If the Sheriff’s Department moves forward with predictive algorithmic analysis, they’ll be exchanging one set of problems for another.

Technology is morally neutral. It’s what we do with it that makes a difference.

That, and how many Russian hackers manage to game the system.

(Ted Rall, cartoonist for The Times, is also a nationally syndicated opinion columnist and author. His new book is Silk Road to Ruin: Why Central Asia is the New Middle East.)

7 Comments.

  • alex_the_tired
    March 13, 2014 6:11 AM

    I’m not sure whether to laugh or cry.

    The issue is not recidivism. The issue is what’s considered “illegal” in the first place. As some people (not enough) are aware, “illegal” is a societally determined concept. Whites and blacks intermarrying used to be “illegal.” Gay (and straight) anal sex is still “illegal” in some states. (And because any invocation of a gay theme requires it…) Bestiality is “illegal” in some states. Some states simply don’t have a statute about it on the books at all. In one state, having sex with a 17 year old is “illegal,” but not in another state. And so on.
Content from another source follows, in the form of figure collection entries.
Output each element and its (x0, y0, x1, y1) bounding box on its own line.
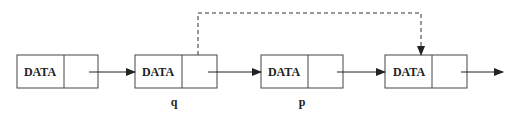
linked-list-diagram: DATA DATA q DATA p DATA (0, 0, 515, 117)
list-node-2: DATA q (135, 55, 217, 109)
pointer-label-q: q (171, 95, 178, 109)
node-data-label: DATA (268, 65, 301, 79)
pointer-label-p: p (299, 95, 306, 109)
node-data-label: DATA (393, 65, 426, 79)
list-node-1: DATA (17, 55, 98, 88)
node-data-label: DATA (142, 65, 175, 79)
list-node-3: DATA p (261, 55, 343, 109)
node-data-label: DATA (24, 65, 57, 79)
dashed-bypass-arrow (198, 13, 421, 55)
list-node-4: DATA (385, 55, 467, 88)
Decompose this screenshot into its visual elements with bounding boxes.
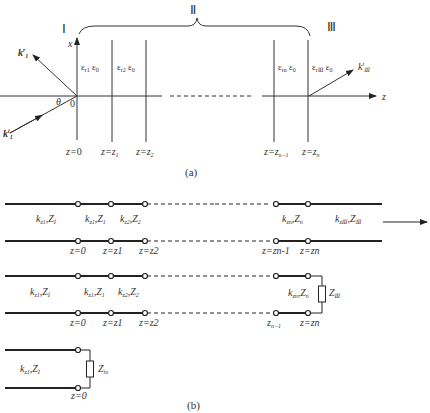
line3-section-label: kz1,ZⅠ xyxy=(20,364,40,375)
caption-b: (b) xyxy=(187,400,200,411)
layer-2-permittivity: εr2 ε0 xyxy=(117,63,135,73)
x-axis-label: x xyxy=(68,39,72,49)
figure-b xyxy=(5,202,427,391)
region-ii-label: Ⅱ xyxy=(190,3,196,16)
reflected-wave-arrow xyxy=(33,55,77,96)
line1-section-2-label: kz2,Z2 xyxy=(120,214,141,225)
line2-section-i-label: kz1,ZⅠ xyxy=(30,287,50,298)
line2-section-2-label: kz2,Z2 xyxy=(118,287,139,298)
line1-section-n-label: kzn,Zn xyxy=(282,214,303,225)
transmitted-wave-label: ktⅢ xyxy=(358,61,370,73)
line2-node-zn: z=zn xyxy=(300,318,320,328)
line1-section-1-label: kz1,Z1 xyxy=(85,214,106,225)
transmitted-wave-arrow xyxy=(309,70,353,96)
load-z3-resistor xyxy=(319,286,326,302)
incident-wave-arrow xyxy=(10,115,42,133)
reflected-wave-label: kr1 xyxy=(18,47,28,59)
origin-label: 0 xyxy=(70,99,75,109)
boundary-label-z2: z=z2 xyxy=(136,147,154,158)
line1-section-iii-label: kzⅢ,ZⅢ xyxy=(335,214,361,225)
line1-node-0: z=0 xyxy=(70,246,86,256)
z-axis-label: z xyxy=(382,92,386,102)
line1-node-zn-1: z=zn-1 xyxy=(262,246,290,256)
line1-node-z1: z=z1 xyxy=(103,246,123,256)
region-ii-brace xyxy=(79,18,310,36)
line2-node-z1: z=z1 xyxy=(103,318,123,328)
line2-node-0: z=0 xyxy=(70,318,86,328)
boundary-label-0: z=0 xyxy=(66,147,82,157)
caption-a: (a) xyxy=(185,167,197,178)
line3-load-label: Zin xyxy=(98,364,108,375)
line2-node-zn-1: zn−1 xyxy=(267,318,281,329)
line1-node-z2: z=z2 xyxy=(139,246,159,256)
line1-section-i-label: kz1,ZⅠ xyxy=(36,214,56,225)
line2-node-z2: z=z2 xyxy=(139,318,159,328)
figure-a xyxy=(0,18,376,142)
load-zin-resistor xyxy=(87,361,94,377)
layer-n-permittivity: εrn ε0 xyxy=(278,63,296,73)
region-i-label: Ⅰ xyxy=(62,22,66,35)
line2-load-label: ZⅢ xyxy=(329,288,340,299)
boundary-label-zn-1: z=zn−1 xyxy=(264,147,289,158)
incident-wave-label: ki1 xyxy=(3,128,13,140)
layer-1-permittivity: εr1 ε0 xyxy=(81,63,99,73)
line2-section-1-label: kz1,Z1 xyxy=(84,287,105,298)
theta-label: θ xyxy=(56,97,61,107)
line2-section-n-label: kzn,Zn xyxy=(288,288,309,299)
layer-iii-permittivity: εrⅢ ε0 xyxy=(312,63,333,73)
boundary-label-z1: z=z1 xyxy=(101,147,119,158)
line1-node-zn: z=zn xyxy=(300,246,320,256)
region-iii-label: Ⅲ xyxy=(327,20,336,33)
boundary-label-zn: z=zn xyxy=(302,147,320,158)
line3-node-0: z=0 xyxy=(71,391,87,401)
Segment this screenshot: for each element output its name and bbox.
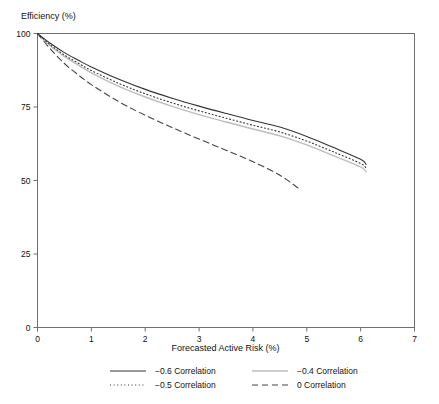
efficiency-vs-forecasted-active-risk-chart: Efficiency (%) 0255075100 01234567 Forec… xyxy=(0,0,439,404)
x-tick-label: 6 xyxy=(358,334,363,344)
y-axis-title: Efficiency (%) xyxy=(21,11,76,21)
legend-label: −0.5 Correlation xyxy=(155,380,216,390)
x-axis-title: Forecasted Active Risk (%) xyxy=(171,343,279,353)
y-tick-label: 75 xyxy=(21,102,31,112)
y-tick-label: 100 xyxy=(16,29,30,39)
x-tick-label: 5 xyxy=(304,334,309,344)
legend-label: 0 Correlation xyxy=(297,380,346,390)
x-tick-label: 0 xyxy=(35,334,40,344)
y-tick-label: 0 xyxy=(26,323,31,333)
legend-label: −0.4 Correlation xyxy=(297,366,358,376)
x-tick-label: 1 xyxy=(89,334,94,344)
legend-label: −0.6 Correlation xyxy=(155,366,216,376)
x-tick-label: 2 xyxy=(143,334,148,344)
y-tick-label: 50 xyxy=(21,176,31,186)
x-tick-label: 7 xyxy=(412,334,417,344)
y-tick-label: 25 xyxy=(21,249,31,259)
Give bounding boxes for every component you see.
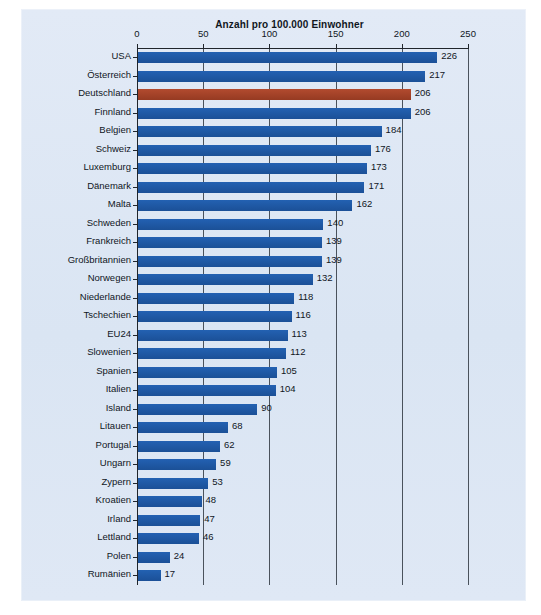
bar-value-gro-britannien: 139 [326, 254, 342, 265]
bar-irland[interactable] [138, 515, 200, 526]
bar-value-lettland: 46 [203, 531, 214, 542]
y-tick-Island [133, 409, 137, 410]
bar-value-malta: 162 [356, 198, 372, 209]
y-tick-Schweiz [133, 150, 137, 151]
y-tick-Österreich [133, 76, 137, 77]
bar--sterreich[interactable] [138, 71, 425, 82]
bar-value-litauen: 68 [232, 420, 243, 431]
bar-row[interactable]: Luxemburg173 [137, 159, 468, 178]
bar-value-eu24: 113 [292, 328, 307, 339]
bar-deutschland[interactable] [138, 89, 411, 100]
bar-row[interactable]: Malta162 [137, 196, 468, 215]
bar-row[interactable]: Kroatien48 [137, 492, 468, 511]
bar-frankreich[interactable] [138, 237, 322, 248]
category-label-belgien: Belgien [99, 124, 131, 135]
bar-litauen[interactable] [138, 422, 228, 433]
bar-polen[interactable] [138, 552, 170, 563]
bar-row[interactable]: EU24113 [137, 326, 468, 345]
bar-row[interactable]: Schweiz176 [137, 141, 468, 160]
category-label-polen: Polen [107, 550, 131, 561]
y-tick-USA [133, 57, 137, 58]
bar-eu24[interactable] [138, 330, 288, 341]
bar-row[interactable]: Portugal62 [137, 437, 468, 456]
category-label-zypern: Zypern [101, 476, 131, 487]
bar-portugal[interactable] [138, 441, 220, 452]
bar-belgien[interactable] [138, 126, 382, 137]
category-label-irland: Irland [107, 513, 131, 524]
category-label-ungarn: Ungarn [100, 457, 131, 468]
y-tick-Schweden [133, 224, 137, 225]
bar-value-rum-nien: 17 [165, 568, 176, 579]
bar-row[interactable]: Polen24 [137, 548, 468, 567]
bar-row[interactable]: Niederlande118 [137, 289, 468, 308]
category-label-slowenien: Slowenien [87, 346, 131, 357]
bar-norwegen[interactable] [138, 274, 313, 285]
bar-value-portugal: 62 [224, 439, 235, 450]
bar-row[interactable]: Litauen68 [137, 418, 468, 437]
bar-row[interactable]: USA226 [137, 48, 468, 67]
bar-rum-nien[interactable] [138, 570, 161, 581]
bar-row[interactable]: Frankreich139 [137, 233, 468, 252]
bar-row[interactable]: Irland47 [137, 511, 468, 530]
category-label-malta: Malta [108, 198, 131, 209]
bar-row[interactable]: Island90 [137, 400, 468, 419]
bar-value-zypern: 53 [212, 476, 223, 487]
x-tick-label-200: 200 [394, 28, 410, 39]
bar-kroatien[interactable] [138, 496, 202, 507]
bar-luxemburg[interactable] [138, 163, 367, 174]
bar-row[interactable]: Schweden140 [137, 215, 468, 234]
bar-row[interactable]: Tschechien116 [137, 307, 468, 326]
bar-value-italien: 104 [280, 383, 296, 394]
bar-value-deutschland: 206 [415, 87, 431, 98]
bar-niederlande[interactable] [138, 293, 294, 304]
bar-ungarn[interactable] [138, 459, 216, 470]
x-tick-label-0: 0 [134, 28, 139, 39]
bar-row[interactable]: Spanien105 [137, 363, 468, 382]
bar-schweiz[interactable] [138, 145, 371, 156]
bar-row[interactable]: Zypern53 [137, 474, 468, 493]
bar-row[interactable]: Österreich217 [137, 67, 468, 86]
bar-row[interactable]: Belgien184 [137, 122, 468, 141]
bar-spanien[interactable] [138, 367, 277, 378]
bar-value-spanien: 105 [281, 365, 297, 376]
y-tick-Niederlande [133, 298, 137, 299]
bar-finnland[interactable] [138, 108, 411, 119]
category-label--sterreich: Österreich [87, 69, 131, 80]
bar-schweden[interactable] [138, 219, 323, 230]
y-tick-Portugal [133, 446, 137, 447]
y-tick-Irland [133, 520, 137, 521]
bar-gro-britannien[interactable] [138, 256, 322, 267]
bar-value-luxemburg: 173 [371, 161, 387, 172]
bar-d-nemark[interactable] [138, 182, 364, 193]
bar-row[interactable]: Italien104 [137, 381, 468, 400]
bar-value-polen: 24 [174, 550, 185, 561]
bar-zypern[interactable] [138, 478, 208, 489]
bar-island[interactable] [138, 404, 257, 415]
bar-slowenien[interactable] [138, 348, 286, 359]
bar-row[interactable]: Norwegen132 [137, 270, 468, 289]
category-label-niederlande: Niederlande [80, 291, 131, 302]
bar-row[interactable]: Ungarn59 [137, 455, 468, 474]
bar-row[interactable]: Finnland206 [137, 104, 468, 123]
bar-tschechien[interactable] [138, 311, 292, 322]
bar-value-norwegen: 132 [317, 272, 333, 283]
bar-row[interactable]: Rumänien17 [137, 566, 468, 585]
bar-value-schweiz: 176 [375, 143, 391, 154]
category-label-usa: USA [111, 50, 131, 61]
bar-italien[interactable] [138, 385, 276, 396]
bar-row[interactable]: Dänemark171 [137, 178, 468, 197]
chart-panel: Anzahl pro 100.000 Einwohner 05010015020… [21, 9, 526, 601]
bar-lettland[interactable] [138, 533, 199, 544]
bar-row[interactable]: Großbritannien139 [137, 252, 468, 271]
category-label-gro-britannien: Großbritannien [68, 254, 131, 265]
bar-value-island: 90 [261, 402, 272, 413]
y-tick-Deutschland [133, 94, 137, 95]
category-label-luxemburg: Luxemburg [83, 161, 131, 172]
category-label-island: Island [106, 402, 131, 413]
bar-malta[interactable] [138, 200, 352, 211]
bar-row[interactable]: Deutschland206 [137, 85, 468, 104]
bar-row[interactable]: Lettland46 [137, 529, 468, 548]
bar-usa[interactable] [138, 52, 437, 63]
category-label-norwegen: Norwegen [88, 272, 131, 283]
bar-row[interactable]: Slowenien112 [137, 344, 468, 363]
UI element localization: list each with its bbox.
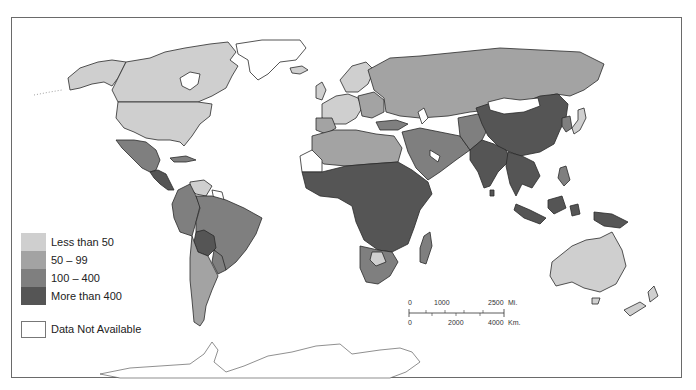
scale-km-mid: 2000 (448, 319, 464, 326)
region-iceland (290, 66, 308, 74)
region-madagascar (420, 232, 432, 264)
region-australia (550, 232, 626, 292)
scale-km-unit: Km. (508, 319, 520, 326)
legend-label: 100 – 400 (51, 269, 100, 287)
region-united-states (116, 102, 212, 146)
region-southeast-asia (506, 152, 540, 196)
region-sri-lanka (490, 190, 494, 196)
legend-swatch (21, 251, 46, 269)
region-korea (562, 116, 572, 132)
aleutian-islands (34, 90, 62, 95)
legend-item-50-99: 50 – 99 (21, 251, 122, 269)
scale-mi-mid: 1000 (434, 299, 450, 306)
region-tasmania (592, 298, 600, 304)
scale-bar: 0 1000 2500 Mi. 0 2000 4000 Km. (408, 299, 518, 329)
legend-swatch (21, 287, 46, 305)
legend-label: More than 400 (51, 287, 122, 305)
region-eastern-europe (358, 92, 384, 118)
region-new-zealand (624, 286, 658, 316)
legend-swatch-empty (21, 321, 46, 338)
legend-item-more-than-400: More than 400 (21, 287, 122, 305)
region-new-guinea (594, 212, 628, 228)
region-philippines (558, 166, 570, 186)
legend-swatch (21, 269, 46, 287)
legend-label: 50 – 99 (51, 251, 88, 269)
region-scandinavia (340, 62, 374, 92)
legend-item-less-than-50: Less than 50 (21, 233, 122, 251)
legend-item-data-not-available: Data Not Available (21, 320, 141, 338)
legend-swatch (21, 233, 46, 251)
scale-mi-start: 0 (408, 299, 412, 306)
region-cuba (170, 156, 196, 162)
scale-ruler (408, 309, 508, 317)
scale-mi-unit: Mi. (508, 299, 517, 306)
region-antarctica (100, 342, 420, 378)
region-canada (112, 42, 238, 102)
legend: Less than 50 50 – 99 100 – 400 More than… (21, 233, 122, 305)
region-central-america (150, 170, 174, 190)
region-japan (572, 108, 586, 134)
region-turkey (376, 120, 408, 130)
region-north-africa (312, 130, 402, 166)
legend-label: Data Not Available (51, 320, 141, 338)
region-greenland (236, 40, 306, 80)
region-uk (316, 82, 326, 100)
scale-mi-end: 2500 (488, 299, 504, 306)
scale-km-start: 0 (408, 319, 412, 326)
legend-label: Less than 50 (51, 233, 114, 251)
region-sub-saharan-africa (302, 162, 432, 252)
region-mexico (116, 140, 160, 172)
region-indonesia (514, 196, 580, 224)
scale-km-end: 4000 (488, 319, 504, 326)
legend-item-100-400: 100 – 400 (21, 269, 122, 287)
    None of this, of course, makes any, uh, holistic sense. If the purpose of law is to enable a society to function in a way that keeps its citizens safe and provides them with methods for redressing perceiving slights and gives them an established set of rules and responsibilities, that set of laws should be simple to comprehend and short enough to read in a reasonable amount of time.

    Prison should be the destination of only two groups: violent people (murderers, rapists, wifebeaters) and Wall St. business criminals (CEOs who outsource jobs to the third world, boards that incorporate in tax-haven nations, etc. Steve Jobs should have died in prison.)

    All these drug dealers? Legalize the drugs. The government should order Marlboro and pals to start producing marijuana cigarettes. Pfizer and the rest should be making pharma-pure grades of cocaine, meth, etc. And it should be available at cost with a pittance of a profit.

    The crime rate will drop so fast it will be staggering to even the people on Fox.

  • Damned if you do, and damned if you don’t.

    Programs have bugs & hackers, but our current system is to let humans make those decisions. At least a computer program isn’t making the decision based on the inmate’s race; nor can it be swayed by an inmate’s claim to have “found god” (unless of course, a human told it to in the first place…)

    Still and all, I find the idea of software making that kind of decision to be spooky and wrong.

    • This, from a long-time science fiction reader. It sure sounded better back when it was speculative fiction, rather than today’s reality.

  • By this standard anti-war peace activists who try to convince violent pro-change groups to pursue other means of activism will find themselves on the heat list.

    Guilty by association, so never talk to anyone. Just watch TV.

    • That wouldn’t be such a big change, there, Glenn.

      Anti-war peace activists have been on the heat list since J. Edgar Vacuum started buying his prom dresses with taxpayer’s money.

  • Umm… Ted… That looks more like 67%.